Human Longevity customers believe they are healthy, Venter emphasized; it’s not a healthcare service for the already-ill. Yet of those worried (wealthy?) well, Venter reports that 50% have a “major discovery” made by the platform. Venter, himself, has a complete workup every six months, he reported, and credited Human Longevity with catching his advanced prostate cancer six year ago. “The interpretation of everything except the genome keeps getting better,” he said.
In fact, sequencing, interpretation, and the entire genomics pipeline keep getting better, reported his panel-mates. Molly He, CEO and cofounder of Element Biosciences introduced her company’s new sequencing platform, the AVITI System, which is delivering $200 genomes. Alex Aravanis, CTO at Illumina, announced this week’s deliveries of NovaSeq X, the company’s newest sequencing platform touted as “the most accurate genome, short and long reads, multiomic analysis, in a single flow cell, on a single run, on one instrument.” And Euan Ashley, a professor of genomics and precision health and medicine at Stanford, currently holds the Guinness World Record for the fastest genome sequencing from blood draw to diagnosis at a mere five hours and two minutes on an Oxford Nanopore platform.
While all of the panelists were undeniably positive about the future of precision medicine and genomics, the route there was not a consensus. Ashley, a cardiologist, said that genomics by middle age is pretty boring. Anything shocking will have already revealed itself, and other genomic impacts—polygenic risk scores impacting complex diseases, for example—we don’t successfully incorporate into healthcare yet.
Aravanis jumped in to defend the utility of the genome. “Between carrier screening, pharmacogenomics, PRS [polygenic risk scores] scores, and hereditary cancer, about half of people find something clinically relevant either to family planning or their own health or their own risk,” he said.

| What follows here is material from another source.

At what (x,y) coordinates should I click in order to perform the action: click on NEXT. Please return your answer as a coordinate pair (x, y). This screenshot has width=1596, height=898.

Ashley is much more positive about the genome’s clinical value in newborns and babies. Every step of the sequencing and interpretation process has been improving in the past few years, he said, and now genomes are enabling diagnoses for children every day. Though the “last mile” is still fairly manual, Ashely said, sequencing is now cheap, accurate, and fast enough to routinely change lives in pediatrics.
But at the other end of the spectrum, Ashley still recommends improving your diet, exercise, and sleep to impact aging. “That’s the answer regardless of how many MRIs or genomes you have!”

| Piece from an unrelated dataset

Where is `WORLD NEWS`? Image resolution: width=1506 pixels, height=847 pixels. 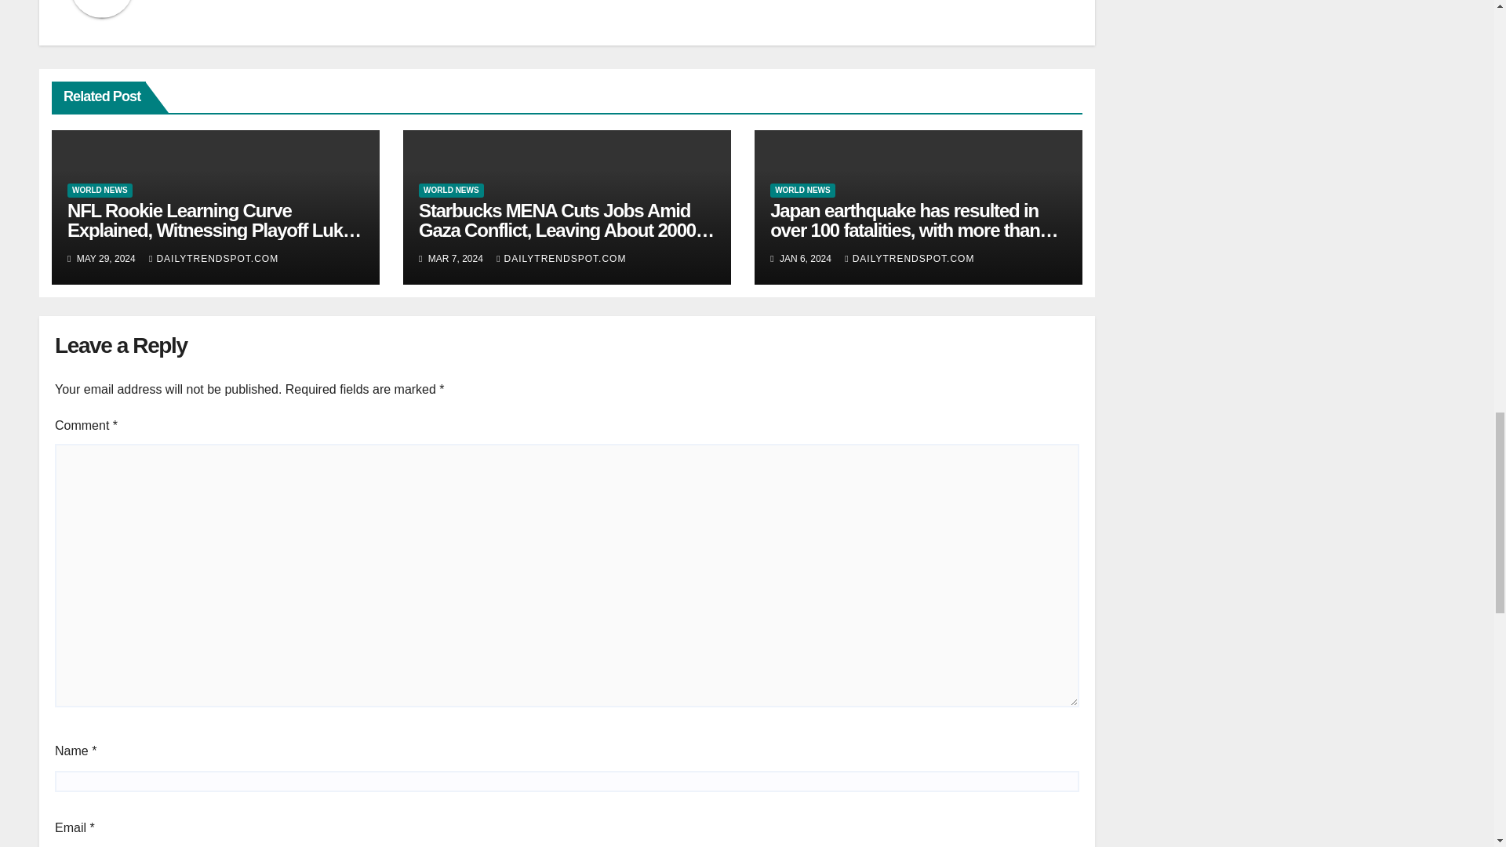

Venter disagreed: “You can exercise all you want, sleep all you want, eat 10 pounds of kale a day. You can think that you’re healthy. But only a clinic like HLI and ones like it can tell you whether you’re healthy or not,” he said. “The genome can lead to false information—false ideas—that without phenotype information for verification is dangerous.”
More data are key, Venter believes, not terribly surprising from a man who set out to sequence the ocean.